__Requirement__:
Print the lines from the one containing "The width and height of the screenshot is (755, 425)." through the end of the listing below, exactly as written. Any pictures stay out.

__Material supplied__:
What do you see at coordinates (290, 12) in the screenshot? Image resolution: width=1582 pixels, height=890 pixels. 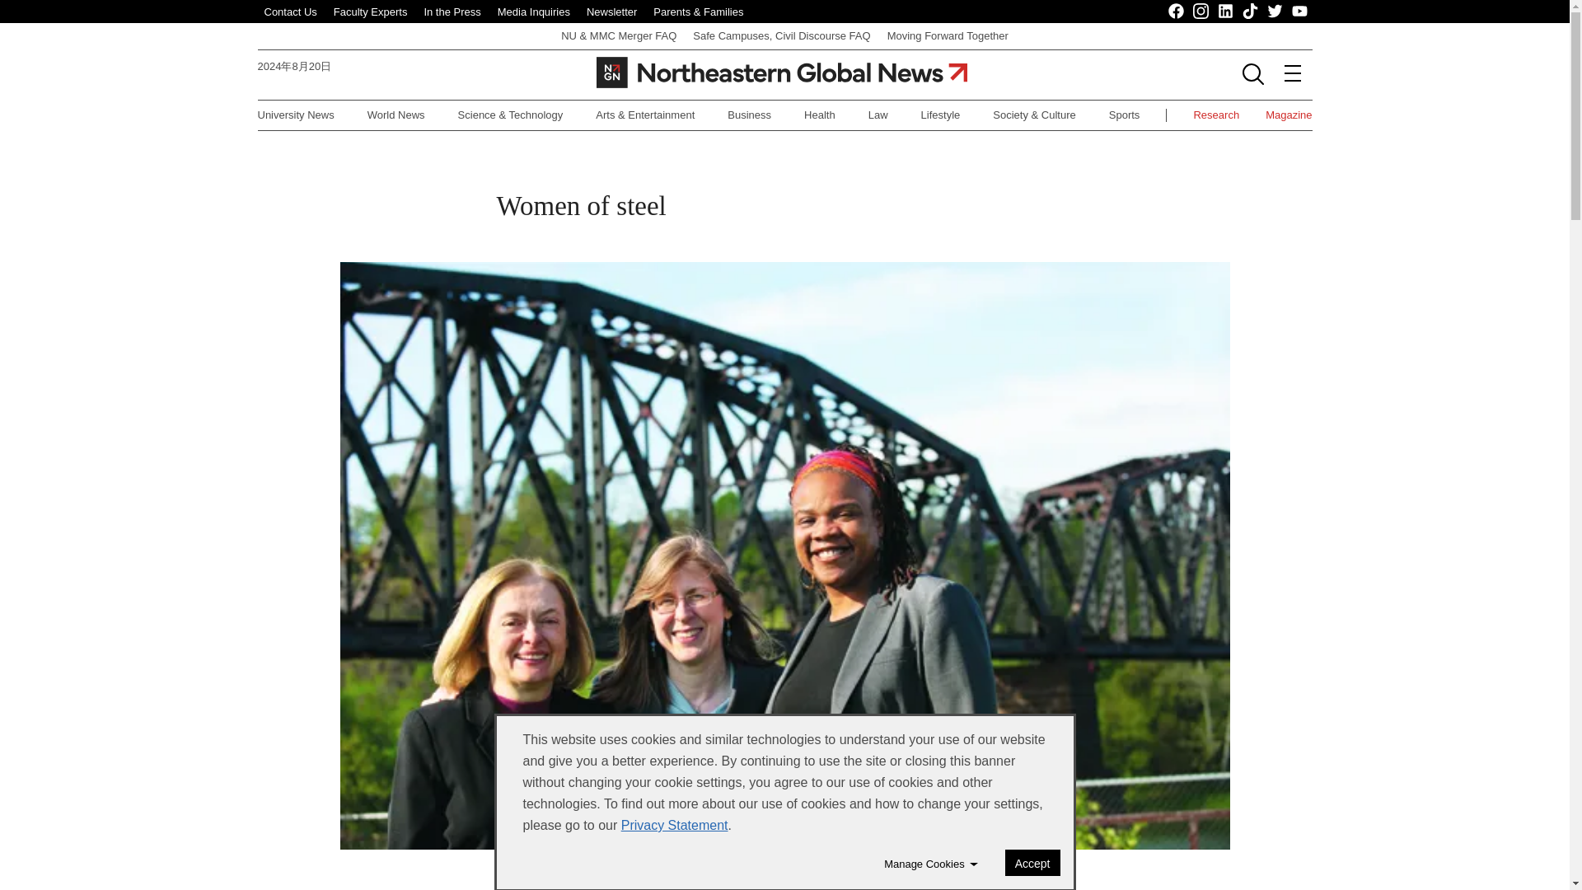 I see `Contact Us` at bounding box center [290, 12].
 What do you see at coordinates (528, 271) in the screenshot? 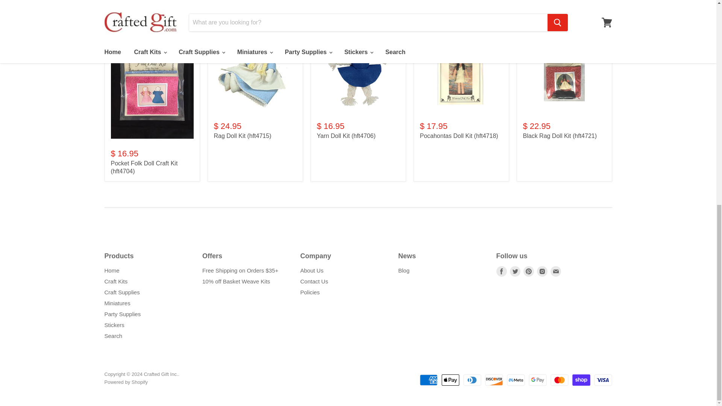
I see `Pinterest` at bounding box center [528, 271].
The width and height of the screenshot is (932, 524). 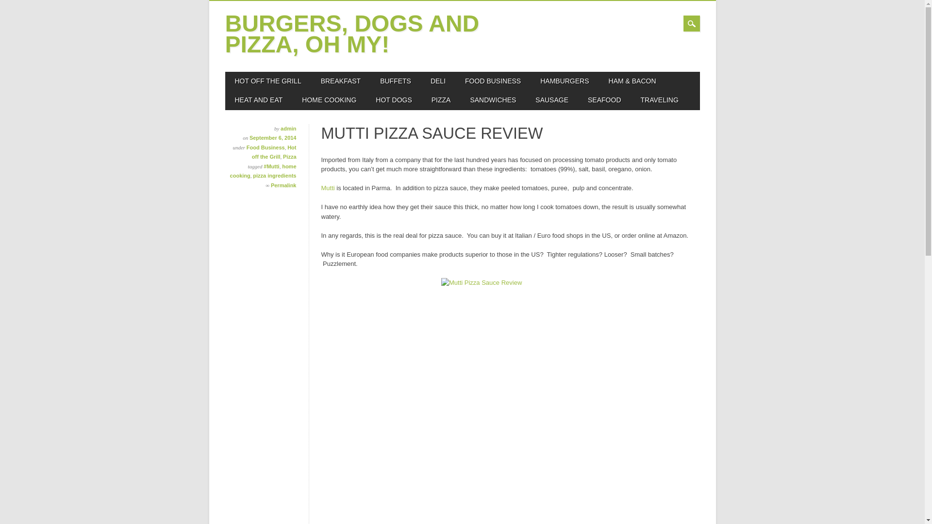 I want to click on Burgers, Dogs and Pizza, Oh My!, so click(x=352, y=33).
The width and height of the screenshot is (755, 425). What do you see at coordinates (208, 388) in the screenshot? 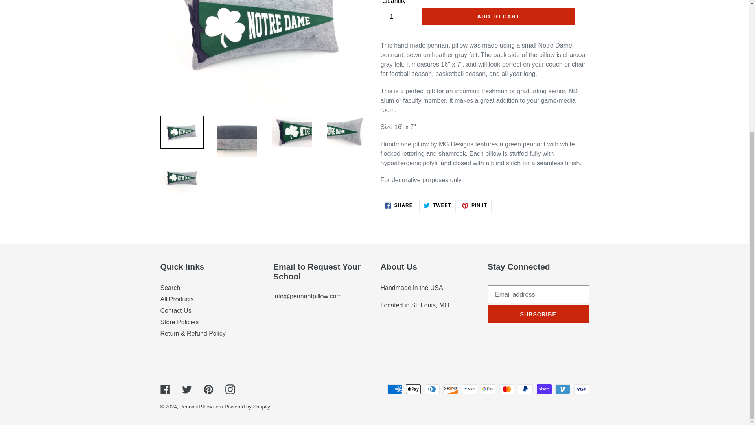
I see `Search` at bounding box center [208, 388].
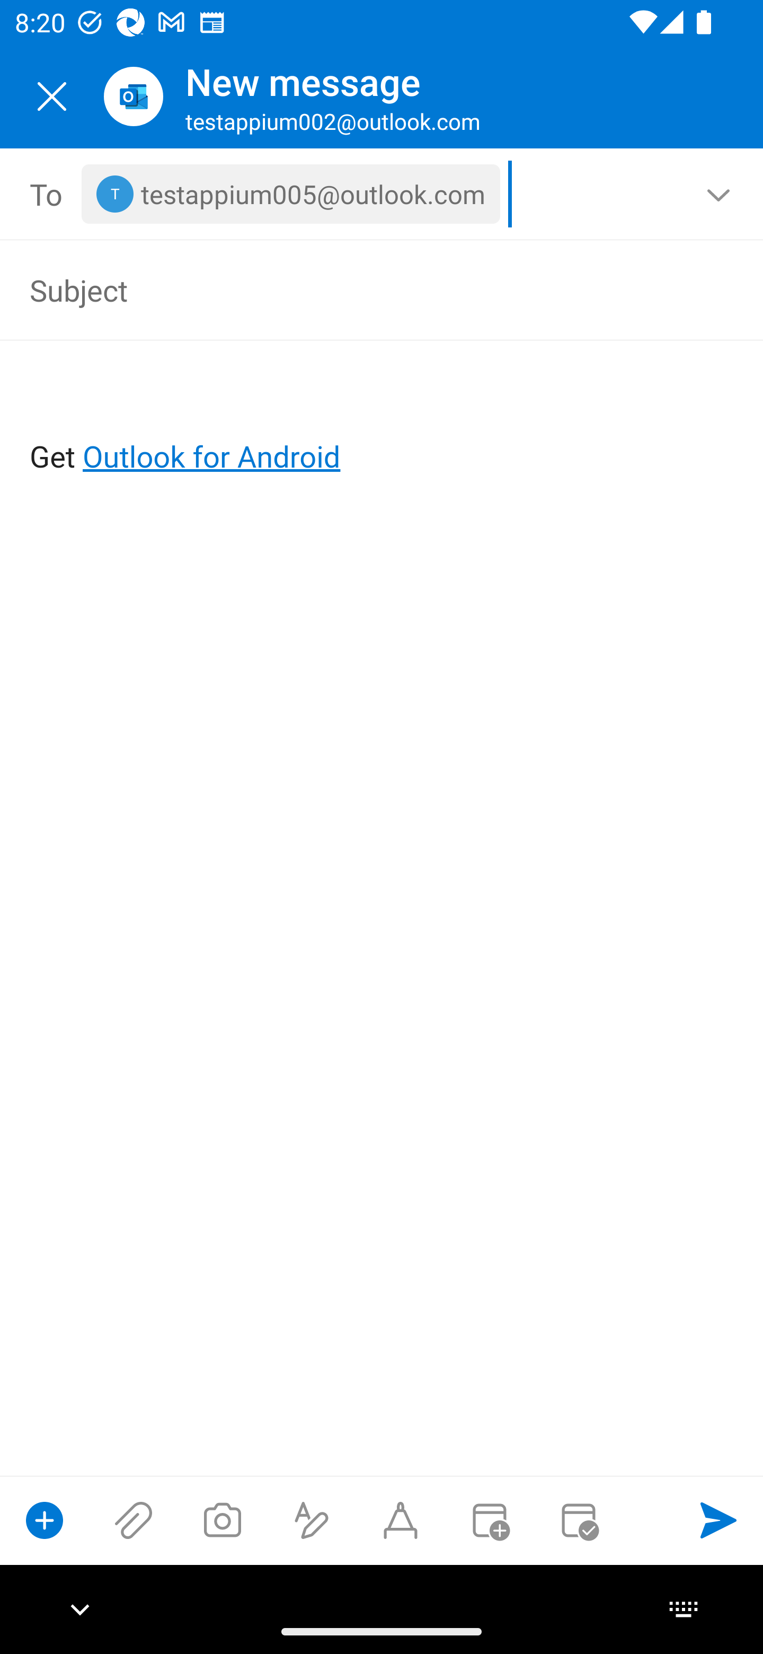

__Answer area__:
The width and height of the screenshot is (755, 425). What do you see at coordinates (208, 388) in the screenshot? 
I see `Search` at bounding box center [208, 388].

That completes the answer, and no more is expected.